Become pen pals with another startup founder.

Send and receive a letter once a month. Via snail mail.

I love getting lovely letters from my friends. Just thinking about my wonderful pen pals makes me smile.
⎻ Anne Frank, The Diary of a Young Girl
In the past few years I have made friends with pen pals from around the world, enriching my life immensely.
⎻ Helen Keller, speech at American Foundation for the Blind Conference, 1925
I will be forever grateful for the dear pen friends who supported my spirit through difficult times.
⎻ Maya Angelou, interview in The New York Times, 1990
Never underestimate the power of a handwritten note.
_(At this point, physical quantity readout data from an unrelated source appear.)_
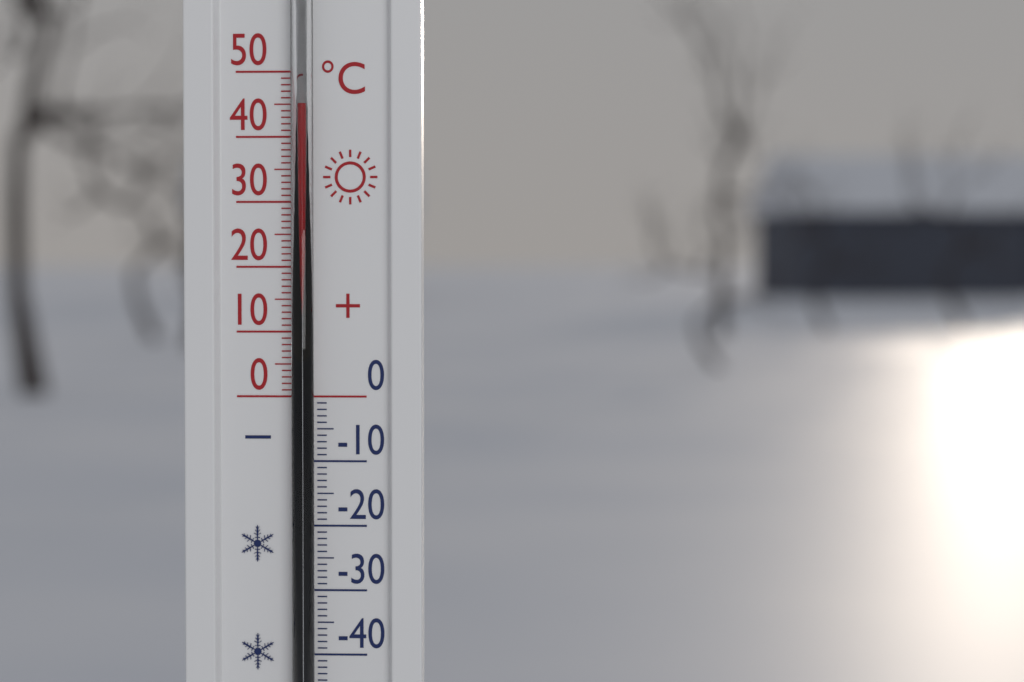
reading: 45 °C
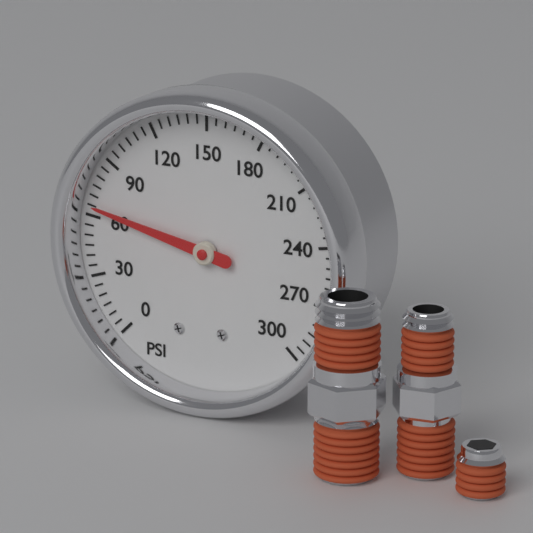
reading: 65 psi
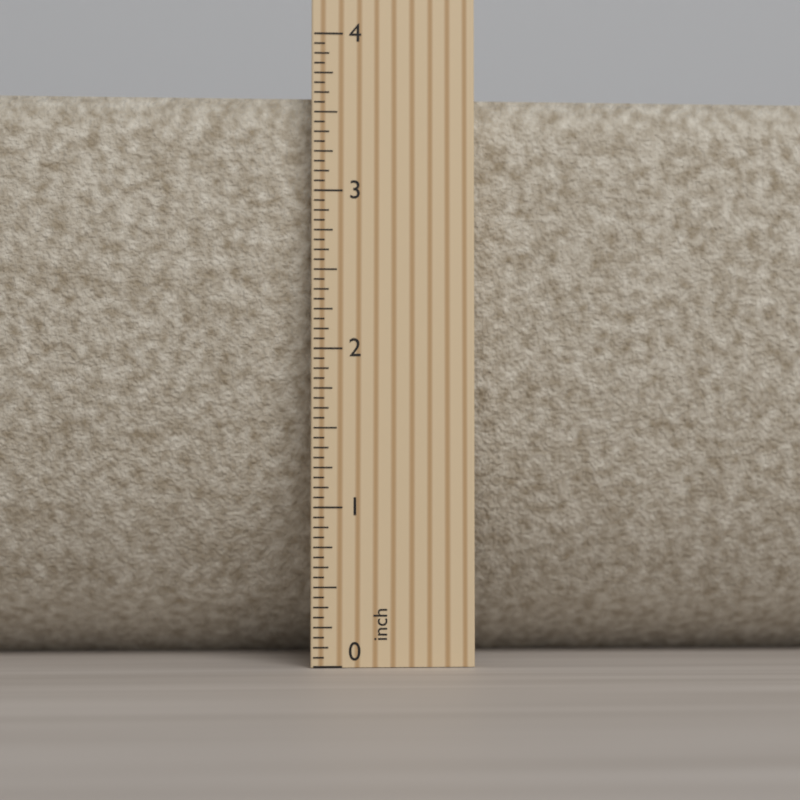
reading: 3.6250 inch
With pen pals, bridges are built.
⎻ Mahatma Gandhi, The Story of My Experiments with Truth (Gandhi's biography)
Reflection

Being a founder is like drinking from a firehose. There's always so much to do. This makes it difficult to sit down, take a deep breath, and reflect.
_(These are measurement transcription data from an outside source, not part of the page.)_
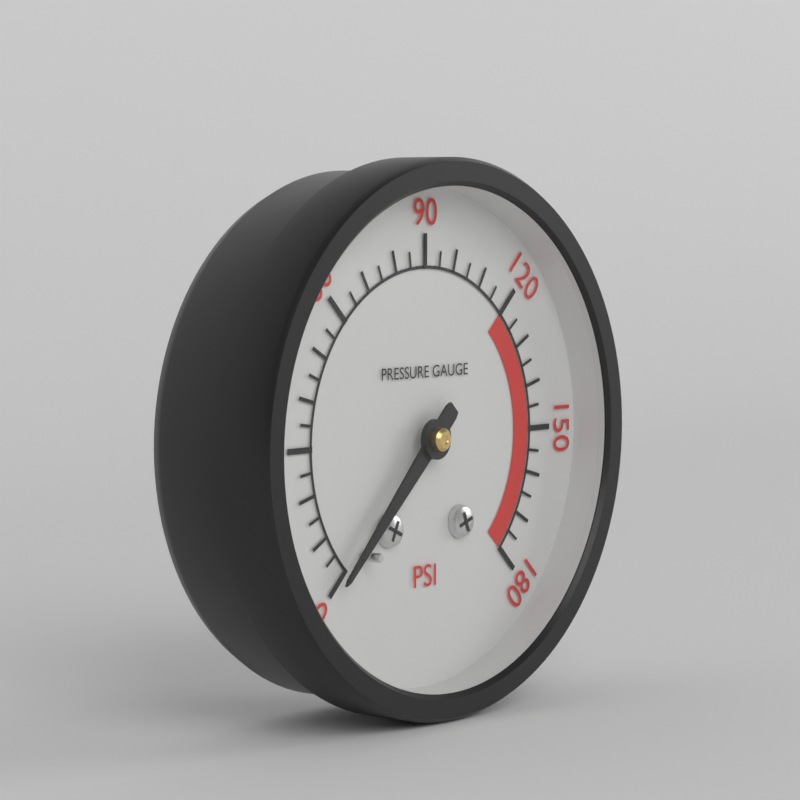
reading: 0 psi
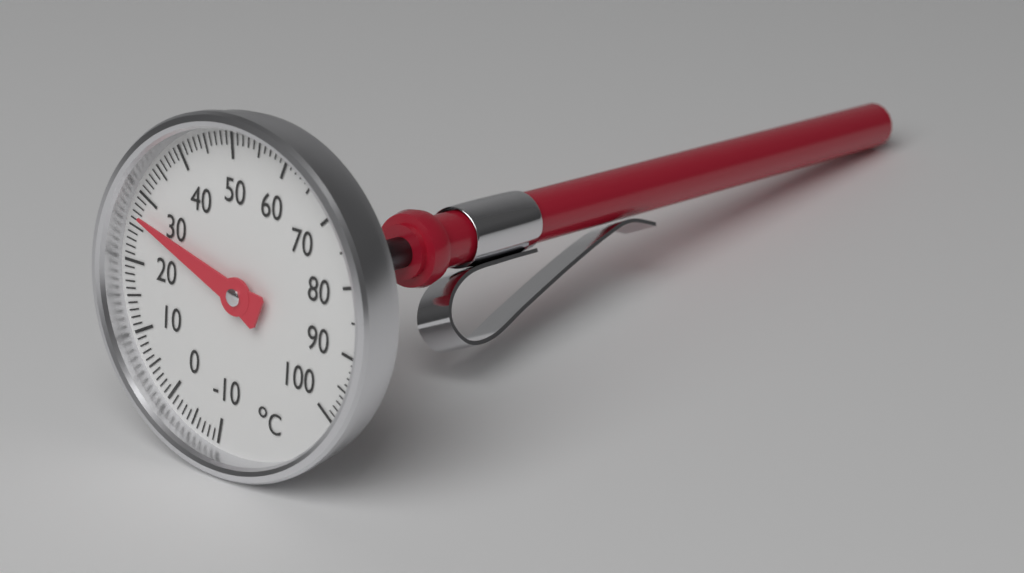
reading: 27 °C
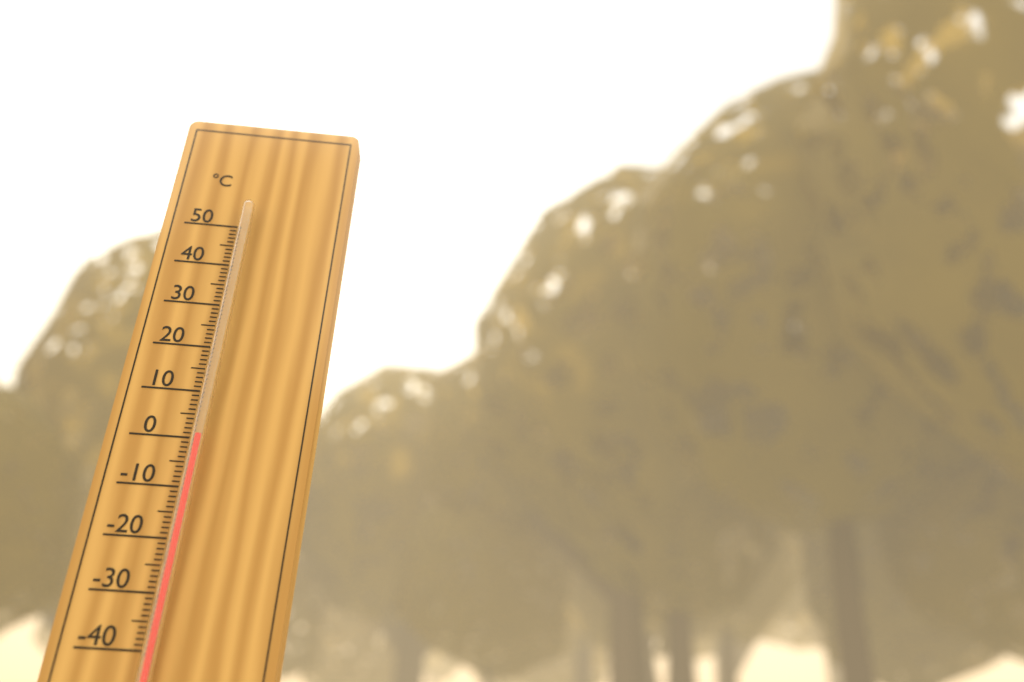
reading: 0 °C
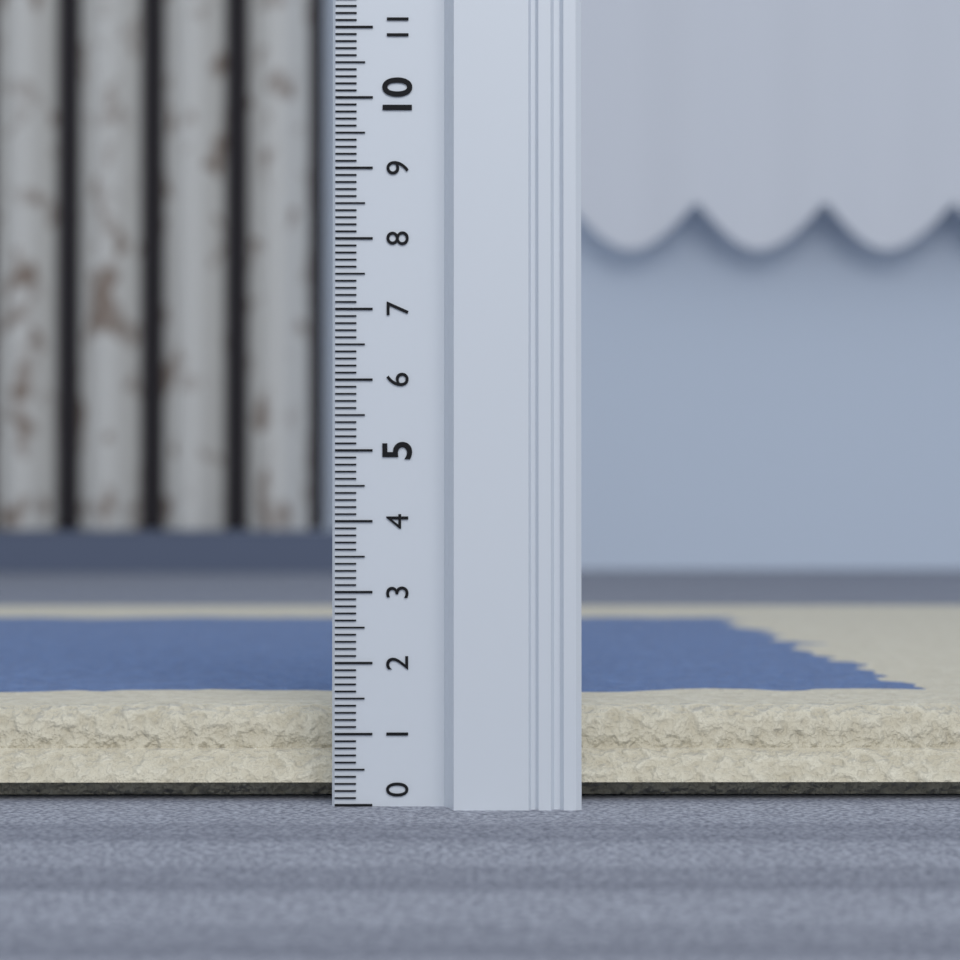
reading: 1.3 (no unit)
Reflection is incredibly important though. And as they say, if you fill your jar with pebbles, there will never be room for the stones. Having a pen pal that you write to once a month ensures that this "reflection stone" never gets deprioritized.

Vulnerability
As a founder, if you're being honest with yourself, who can you actually be vulnerable with about business things?
  • You want your investors to see you as a capable leader.
  • You want your team to feel optimistic about your company's future.
  • You don't want your friends, family or peers to think you're an imposter.
  • Your therapist is nice, but doesn't actually understand what you're going through.

Sometimes a stranger across the ocean is just what the doctor ordered.

Accountability

Do you shy away from spending time on things you don't like, such as marketing or sales? Do you do things you don't endorse, such as spending way too long before deciding to ship?
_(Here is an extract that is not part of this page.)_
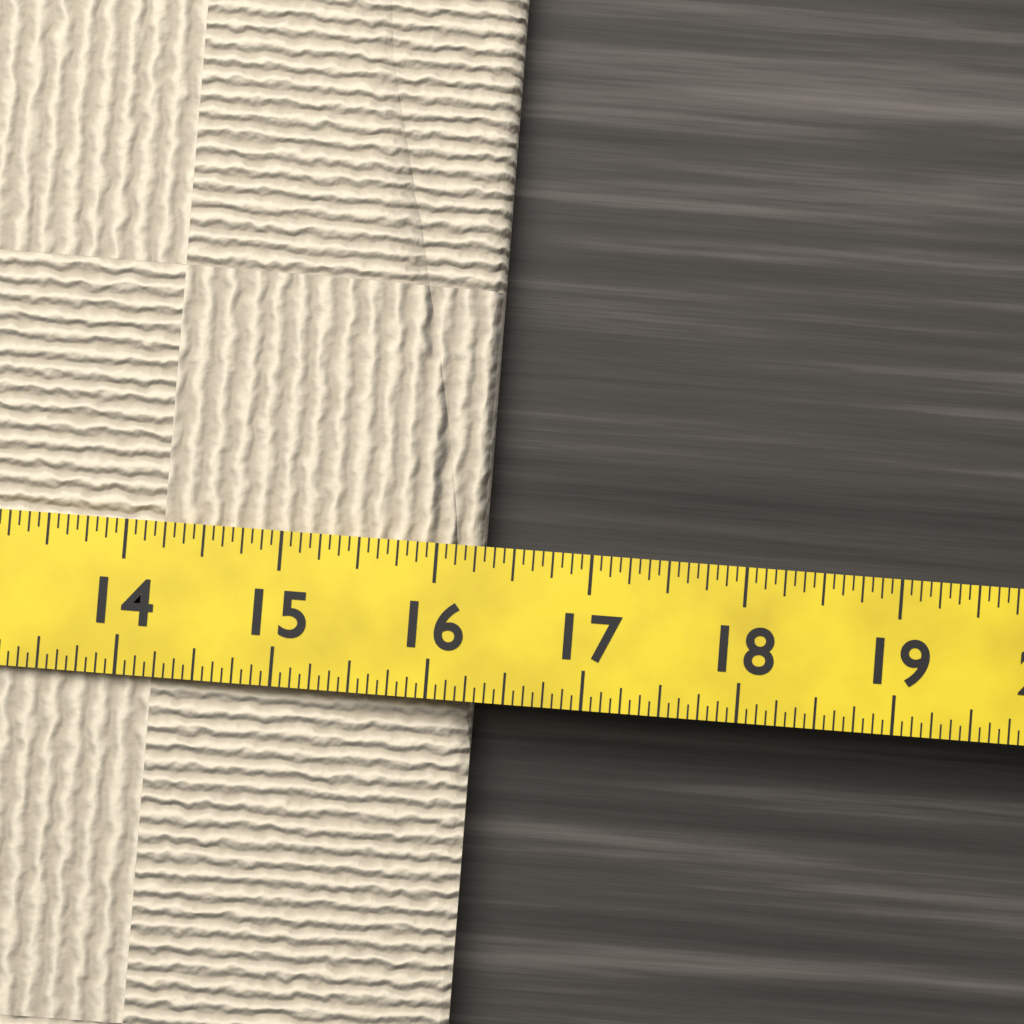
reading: 16.3125 (no unit)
What if you knew you had to write to your pen pal every 30 days? Maybe that'd keep you accountable.

Connection
There's just something powerful about connecting with others. Especially when they're going through the same things as you.
Helping
From Mimi Silbert: the greatest hacker in the world:

Here's a problem for you: build an organization that transforms thousands of homeless people, ex-cons, and recovering drug addicts into productive members of society. OK, now do it with no money and no staff. And achieve a >90% success rate. While you're at it, make the organization double as a business that provides valuable services to the community. And make the whole thing self-sustaining.

Amazingly, Mimi Silbert accomplished this very feat. She's been at it for 35 years and her organization is called the Delancey Street Foundation.

Her secret? Helping.

Instead of having the members being passive recipients (welfare, treatment, punishment, analysis), have them actively help others who are in need.

Sounds cool. But why snail mail?

I dunno. I don't have strong feelings about it.

Maybe email is better. If you think so, please tell me. And if you don't think so, please tell me that too.

That said, I do have a good feeling about snail mail. Here are a few benefits that I see:

  • It forces you to slow down. Email is definitely faster, but maybe in this context of writing to a pen pal, speed is a bug, not a feature.
  • The pen pal you end up being matched with will be the type of person who wants to use snail mail. Maybe that points towards them being a cool and interesting person.
  • For reasons described in Cal Newport's book Digital Minimalism, spending time away from screens is healthy.